Mother, 31, who won the right to an abortion in Texas leaves the state to terminate her unviable pregnancy legally after AG Ken Paxton threatened legal action against doctors who performed the procedure
- Kate Cox, 31, sued Texas and last week won relief from the state’s abortion ban.
- Texas Attorney General Ken Paxton appealed the decision, putting the case on hold in the state Supreme Court.
- The Dallas mom has been in and out of the emergency room since the ruling, forcing her to leave Texas.
A Texas mother who sued and won her right to an abortion despite the state’s ban on the procedure left the state after the state last week banned her from having a medically necessary abortion.
Kate Cox, a 31-year-old mother of two, has won a rare fight against an abortion ban in the Lone Star State after her pregnancy was deemed non-viable. She claimed that she could lose her uterus if the pregnancy continued, which would prevent her from having a third child in the future.

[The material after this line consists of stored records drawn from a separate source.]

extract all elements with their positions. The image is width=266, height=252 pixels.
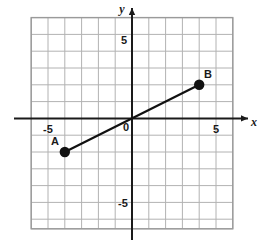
- point-a-label: A: [51, 135, 59, 147]
- coordinate-plane-figure: y x -5 5 5 -5 0 A B: [0, 0, 266, 252]
- x-tick-label-neg5: -5: [43, 123, 53, 135]
- y-tick-label-pos5: 5: [121, 34, 127, 46]
- point-b-label: B: [204, 68, 212, 80]
- x-tick-label-pos5: 5: [213, 123, 219, 135]
- y-tick-label-neg5: -5: [118, 197, 128, 209]
- point-a-marker[interactable]: [60, 147, 70, 157]
- graph-canvas: y x -5 5 5 -5 0 A B: [0, 0, 266, 252]
- point-b-marker[interactable]: [194, 80, 204, 90]
- y-axis-label: y: [117, 2, 125, 16]
- x-axis-label: x: [250, 115, 257, 129]
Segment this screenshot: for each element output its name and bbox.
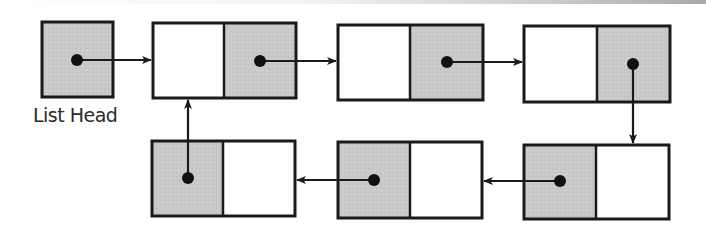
pointer-dot-icon — [254, 55, 266, 67]
data-cell — [223, 141, 295, 216]
pointer-dot-icon — [368, 174, 380, 186]
list-node — [524, 26, 670, 102]
data-cell — [338, 25, 410, 100]
pointer-dot-icon — [71, 54, 83, 66]
list-node — [152, 141, 295, 216]
pointer-dot-icon — [441, 56, 453, 68]
list-head-label: List Head — [33, 104, 117, 126]
pointer-dot-icon — [182, 172, 194, 184]
data-cell — [153, 23, 224, 98]
data-cell — [524, 26, 597, 102]
data-cell — [596, 145, 669, 219]
pointer-dot-icon — [627, 58, 639, 70]
data-cell — [410, 142, 482, 218]
pointer-dot-icon — [554, 175, 566, 187]
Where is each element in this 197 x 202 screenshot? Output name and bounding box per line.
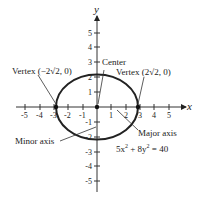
- x-axis-label: x: [186, 100, 192, 112]
- center-point: [95, 105, 99, 109]
- svg-text:1: 1: [88, 88, 92, 97]
- x-tick-labels: -5 -4 -3 -2 -1 1 2 3 4 5: [21, 111, 171, 120]
- center-label: Center: [102, 57, 126, 67]
- svg-text:-4: -4: [36, 111, 43, 120]
- svg-text:-4: -4: [85, 162, 92, 171]
- minor-axis-label: Minor axis: [15, 136, 55, 146]
- svg-text:-2: -2: [64, 111, 71, 120]
- svg-text:-5: -5: [21, 111, 28, 120]
- svg-text:1: 1: [109, 111, 113, 120]
- equation-label: 5x2 + 8y2 = 40: [116, 143, 169, 154]
- svg-text:4: 4: [88, 43, 92, 52]
- major-axis-label: Major axis: [138, 128, 177, 138]
- svg-text:-3: -3: [85, 148, 92, 157]
- vertex-right-label: Vertex (2√2, 0): [116, 67, 171, 77]
- svg-text:5: 5: [167, 111, 171, 120]
- svg-text:3: 3: [138, 111, 142, 120]
- svg-text:-5: -5: [85, 177, 92, 186]
- ellipse-diagram: -5 -4 -3 -2 -1 1 2 3 4 5 5 4 3 2 1 -1 -2…: [0, 0, 197, 202]
- vertex-left-point: [54, 105, 58, 109]
- svg-text:4: 4: [152, 111, 156, 120]
- y-axis-label: y: [93, 3, 99, 15]
- svg-text:5: 5: [88, 29, 92, 38]
- svg-text:-1: -1: [85, 118, 92, 127]
- svg-text:3: 3: [88, 58, 92, 67]
- diagram-canvas: -5 -4 -3 -2 -1 1 2 3 4 5 5 4 3 2 1 -1 -2…: [0, 0, 197, 202]
- vertex-left-label: Vertex (−2√2, 0): [12, 66, 72, 76]
- vertex-right-point: [136, 105, 140, 109]
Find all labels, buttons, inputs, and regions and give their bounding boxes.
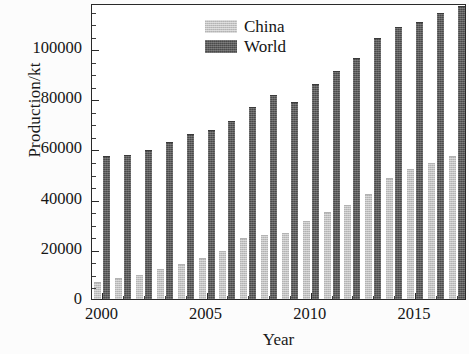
bar-group xyxy=(157,5,174,299)
plot-area: China World xyxy=(91,4,466,300)
bar-world xyxy=(458,6,465,299)
bar-world xyxy=(374,38,381,299)
bar-world xyxy=(333,71,340,299)
bar-world xyxy=(437,13,444,299)
bar-world xyxy=(416,22,423,299)
x-tick-label: 2005 xyxy=(176,304,236,324)
y-tick-minor xyxy=(92,263,96,264)
bar-group xyxy=(428,5,445,299)
y-tick xyxy=(92,50,99,51)
bar-china xyxy=(178,264,185,299)
x-tick-label: 2015 xyxy=(384,304,444,324)
y-tick-label: 0 xyxy=(0,289,82,309)
x-tick-minor xyxy=(332,296,333,299)
y-tick-minor xyxy=(92,276,96,277)
x-tick xyxy=(102,293,103,299)
x-tick-minor xyxy=(290,296,291,299)
y-tick xyxy=(92,201,99,202)
legend-item-world: World xyxy=(205,38,286,55)
y-tick-label: 40000 xyxy=(0,189,82,209)
bar-china xyxy=(303,221,310,299)
bar-world xyxy=(249,107,256,299)
bar-china xyxy=(261,235,268,299)
x-tick-minor xyxy=(352,296,353,299)
bar-group xyxy=(365,5,382,299)
bar-world xyxy=(312,84,319,299)
x-axis-title: Year xyxy=(91,330,466,350)
bar-group xyxy=(324,5,341,299)
bar-world xyxy=(270,95,277,299)
x-tick-minor xyxy=(457,296,458,299)
y-tick-minor xyxy=(92,238,96,239)
bar-group xyxy=(449,5,466,299)
bar-china xyxy=(157,269,164,299)
bar-group xyxy=(303,5,320,299)
y-tick-minor xyxy=(92,25,96,26)
bar-world xyxy=(187,134,194,299)
bar-group xyxy=(386,5,403,299)
bar-group xyxy=(115,5,132,299)
chart-figure: Production/kt China World 02000040000600… xyxy=(0,0,469,354)
bar-china xyxy=(386,178,393,299)
x-tick-minor xyxy=(394,296,395,299)
bar-china xyxy=(344,205,351,299)
x-tick-label: 2000 xyxy=(71,304,131,324)
y-tick xyxy=(92,150,99,151)
bar-world xyxy=(145,150,152,299)
bar-china xyxy=(115,278,122,299)
chart-legend: China World xyxy=(205,18,286,55)
x-tick-minor xyxy=(269,296,270,299)
x-tick xyxy=(415,293,416,299)
y-tick-minor xyxy=(92,63,96,64)
legend-item-china: China xyxy=(205,18,286,35)
legend-label-china: China xyxy=(244,18,285,35)
x-tick-minor xyxy=(248,296,249,299)
x-tick-minor xyxy=(436,296,437,299)
y-tick-minor xyxy=(92,113,96,114)
bar-china xyxy=(407,169,414,299)
x-tick-minor xyxy=(165,296,166,299)
x-tick xyxy=(311,293,312,299)
y-tick-minor xyxy=(92,38,96,39)
y-tick-minor xyxy=(92,176,96,177)
y-tick xyxy=(92,251,99,252)
bar-china xyxy=(199,258,206,299)
y-tick-minor xyxy=(92,226,96,227)
bar-world xyxy=(103,156,110,299)
legend-swatch-world xyxy=(205,40,237,53)
bar-group xyxy=(178,5,195,299)
bar-china xyxy=(219,251,226,299)
y-tick-label: 100000 xyxy=(0,38,82,58)
y-tick-minor xyxy=(92,13,96,14)
x-tick-minor xyxy=(186,296,187,299)
y-tick-minor xyxy=(92,288,96,289)
bar-world xyxy=(228,121,235,299)
bar-world xyxy=(208,130,215,299)
bar-china xyxy=(136,275,143,299)
y-tick-minor xyxy=(92,188,96,189)
x-tick-minor xyxy=(373,296,374,299)
bar-china xyxy=(449,156,456,299)
y-tick-minor xyxy=(92,213,96,214)
bar-world xyxy=(166,142,173,299)
bar-china xyxy=(282,233,289,299)
bar-world xyxy=(395,27,402,299)
bar-group xyxy=(136,5,153,299)
x-tick-minor xyxy=(144,296,145,299)
bar-china xyxy=(428,163,435,299)
y-tick-minor xyxy=(92,125,96,126)
bar-china xyxy=(94,282,101,299)
y-tick-minor xyxy=(92,163,96,164)
legend-swatch-china xyxy=(205,20,237,33)
bar-group xyxy=(407,5,424,299)
y-tick-label: 20000 xyxy=(0,239,82,259)
y-tick-label: 60000 xyxy=(0,138,82,158)
bar-world xyxy=(124,155,131,299)
bar-world xyxy=(353,58,360,299)
bar-group xyxy=(344,5,361,299)
bar-china xyxy=(365,194,372,299)
x-tick xyxy=(207,293,208,299)
y-tick xyxy=(92,100,99,101)
x-tick-minor xyxy=(227,296,228,299)
y-tick-minor xyxy=(92,138,96,139)
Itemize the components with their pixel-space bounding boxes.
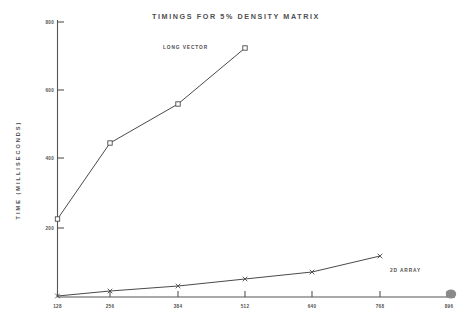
x-axis-tick-labels: 128 256 384 512 640 768 896 — [53, 304, 453, 309]
x-tick-label-768: 768 — [376, 304, 385, 309]
long-vector-point-3 — [243, 46, 247, 50]
x-tick-label-896: 896 — [445, 304, 454, 309]
long-vector-point-2 — [176, 102, 180, 106]
x-tick-label-128: 128 — [53, 304, 62, 309]
long-vector-point-1 — [108, 141, 112, 145]
x-tick-label-512: 512 — [241, 304, 250, 309]
long-vector-line — [58, 48, 246, 219]
x-tick-label-256: 256 — [106, 304, 115, 309]
chart-axes — [58, 20, 456, 297]
two-d-array-annotation: 2D ARRAY — [390, 268, 421, 273]
x-tick-label-384: 384 — [174, 304, 183, 309]
two-d-array-line — [58, 256, 381, 296]
y-axis-tick-labels: 800 600 400 200 — [45, 20, 54, 231]
y-tick-label-400: 400 — [45, 156, 54, 161]
long-vector-point-0 — [55, 217, 59, 221]
series-2d-array: 2D ARRAY — [55, 254, 421, 299]
chart-title: TIMINGS FOR 5% DENSITY MATRIX — [152, 12, 320, 21]
axis-end-smudge — [446, 289, 456, 298]
y-tick-label-200: 200 — [45, 226, 54, 231]
y-axis-label: TIME (MILLISECONDS) — [15, 121, 21, 220]
y-tick-label-800: 800 — [45, 20, 54, 25]
chart-canvas: 800 600 400 200 128 256 384 512 640 768 … — [0, 0, 472, 328]
y-tick-label-600: 600 — [45, 88, 54, 93]
long-vector-annotation: LONG VECTOR — [163, 45, 208, 50]
series-long-vector: LONG VECTOR — [55, 45, 247, 221]
x-tick-label-640: 640 — [308, 304, 317, 309]
y-axis-ticks — [58, 22, 65, 228]
chart-container: 800 600 400 200 128 256 384 512 640 768 … — [0, 0, 472, 328]
x-axis-ticks — [58, 291, 448, 297]
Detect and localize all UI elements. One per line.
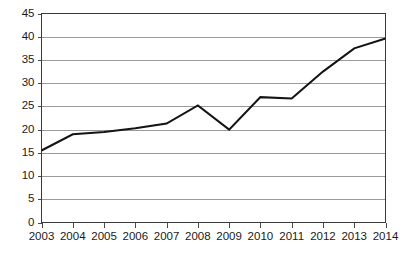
x-tick-label-2008: 2008: [185, 230, 211, 242]
x-tick-label-2007: 2007: [154, 230, 180, 242]
x-tick-label-2010: 2010: [248, 230, 274, 242]
y-tick-label-20: 20: [22, 123, 35, 135]
chart-canvas: 051015202530354045 200320042005200620072…: [0, 0, 411, 257]
chart-background: [0, 0, 411, 257]
x-tick-label-2004: 2004: [60, 230, 86, 242]
x-tick-label-2011: 2011: [279, 230, 304, 242]
y-tick-label-0: 0: [28, 216, 34, 228]
x-tick-label-2012: 2012: [310, 230, 336, 242]
x-tick-label-2009: 2009: [216, 230, 242, 242]
y-tick-label-5: 5: [28, 192, 34, 204]
y-tick-label-40: 40: [22, 30, 35, 42]
y-tick-label-45: 45: [22, 7, 35, 19]
line-chart: 051015202530354045 200320042005200620072…: [0, 0, 411, 257]
x-tick-label-2006: 2006: [123, 230, 149, 242]
x-tick-label-2013: 2013: [341, 230, 367, 242]
y-tick-label-10: 10: [22, 169, 35, 181]
x-tick-label-2014: 2014: [373, 230, 399, 242]
y-tick-label-35: 35: [22, 53, 35, 65]
y-tick-label-15: 15: [22, 146, 35, 158]
x-tick-label-2005: 2005: [91, 230, 117, 242]
y-tick-label-25: 25: [22, 99, 35, 111]
x-tick-label-2003: 2003: [29, 230, 55, 242]
y-tick-label-30: 30: [22, 76, 35, 88]
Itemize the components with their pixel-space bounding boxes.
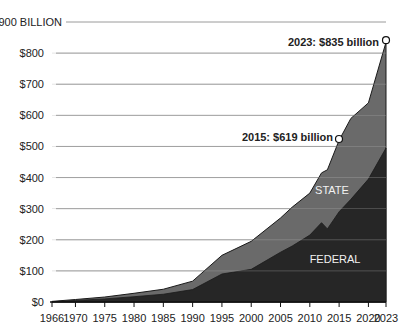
y-tick-label: $600 [20, 109, 44, 121]
state-label: STATE [315, 184, 349, 196]
x-axis: 1966197019751980198519901995200020052010… [40, 302, 398, 324]
x-tick-label: 1995 [210, 312, 234, 324]
federal-label: FEDERAL [310, 253, 361, 265]
x-tick-label: 1975 [92, 312, 116, 324]
y-tick-label: $0 [32, 296, 44, 308]
y-tick-label: $700 [20, 78, 44, 90]
marker-2015 [336, 136, 343, 143]
y-tick-label: $100 [20, 265, 44, 277]
x-tick-label: 2005 [268, 312, 292, 324]
y-tick-label: $900 BILLION [0, 16, 62, 28]
x-tick-label: 2015 [327, 312, 351, 324]
y-axis-labels: $900 BILLION$800$700$600$500$400$300$200… [0, 16, 62, 308]
x-tick-label: 2000 [239, 312, 263, 324]
y-tick-label: $200 [20, 234, 44, 246]
x-tick-label: 2010 [298, 312, 322, 324]
x-tick-label: 2023 [374, 312, 398, 324]
y-tick-label: $400 [20, 172, 44, 184]
x-tick-label: 1970 [63, 312, 87, 324]
y-tick-label: $500 [20, 140, 44, 152]
stacked-area-chart: $900 BILLION$800$700$600$500$400$300$200… [0, 0, 408, 336]
x-tick-label: 1990 [180, 312, 204, 324]
x-tick-label: 1980 [122, 312, 146, 324]
y-tick-label: $300 [20, 203, 44, 215]
x-tick-label: 1985 [151, 312, 175, 324]
annotation-2015: 2015: $619 billion [242, 131, 333, 143]
marker-2023 [383, 37, 390, 44]
x-tick-label: 1966 [40, 312, 64, 324]
annotation-2023: 2023: $835 billion [288, 36, 379, 48]
y-tick-label: $800 [20, 47, 44, 59]
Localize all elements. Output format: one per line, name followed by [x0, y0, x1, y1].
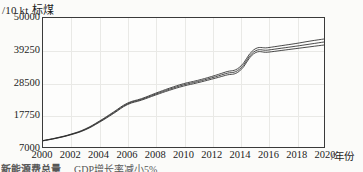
legend-cropped: 新能源费总量 GDP增长率减小5% [0, 163, 363, 172]
x-tick-label: 2002 [60, 150, 81, 161]
x-tick-label: 2004 [88, 150, 109, 161]
chart-container: /10 kt 标煤 50000 39250 28500 17750 7000 2… [0, 0, 363, 172]
x-tick-label: 2014 [230, 150, 251, 161]
x-tick-label: 2008 [145, 150, 166, 161]
y-tick-label: 50000 [0, 12, 40, 23]
x-tick-label: 2006 [116, 150, 137, 161]
x-tick-label: 2016 [258, 150, 279, 161]
series-line-upper [43, 39, 324, 141]
y-tick-label: 28500 [0, 77, 40, 88]
series-line-middle [43, 42, 324, 141]
x-tick-label: 2012 [201, 150, 222, 161]
series-lines [43, 18, 324, 147]
series-line-lower [43, 45, 324, 141]
y-tick-label: 39250 [0, 45, 40, 56]
x-tick-label: 2000 [32, 150, 53, 161]
legend-label-left: 新能源费总量 [1, 163, 61, 172]
plot-area [42, 17, 325, 148]
legend-label-right: GDP增长率减小5% [74, 163, 157, 172]
x-tick-label: 2010 [173, 150, 194, 161]
x-tick-label: 2018 [286, 150, 307, 161]
x-axis-unit-label: /年份 [331, 148, 354, 163]
y-tick-label: 17750 [0, 110, 40, 121]
y-axis-tick-labels: 50000 39250 28500 17750 7000 [0, 0, 40, 172]
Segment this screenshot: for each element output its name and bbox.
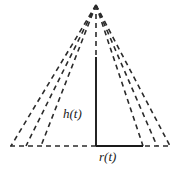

“After a week of litigation and threats of prosecution from Texas Attorney General Ken Paxton, our client Kate Cox was forced to leave her home state of Texas to obtain urgent abortion care needed to protect her health and future fertility,” the Center for Reproductive Rights confirmed in social networks.
It is unclear where Cox will get the abortion.
Dallas mom Kate Cox, 31, is carrying a baby diagnosed with a chromosomal abnormality that will almost certainly result in death before or shortly after birth.
Cox, a married mom from Dallas, decided with her doctor that her pregnancy should be terminated after she learned that the baby inside her would die at birth and that carrying the baby to term could hurt her chances of having a future pregnancy.
Because of the Lone Star State’s abortion ban, Cox asked a judge to grant her a medical exemption from a state law that does not allow abortions after six weeks, a period when most women don’t even know they are pregnant.
A judge ruled in Cox’s favor last week, but just days later Attorney General Ken Paxton, himself the target of multiple criminal investigations, challenged the ruling in the state’s highest court.
The state Supreme Court has ruled to block abortion for now.
“The past week of legal uncertainty has been hell for Kate,” said Nancy Northup of the Center for Reproductive Rights.
“Her health is at stake. She was in and out of the emergency room and couldn’t wait any longer. This is why judges and politicians should not make decisions about pregnant women’s health care.”
It’s unclear where Cox fled to, but her lawyers say her story shows why abortion bans are so dangerous.
“Kate desperately wanted to be able to receive medical care where she lived and recover at home, surrounded by family,” Northup added.
“While Kate had the opportunity to leave the state, most people do not and a situation like this could be a death sentence.”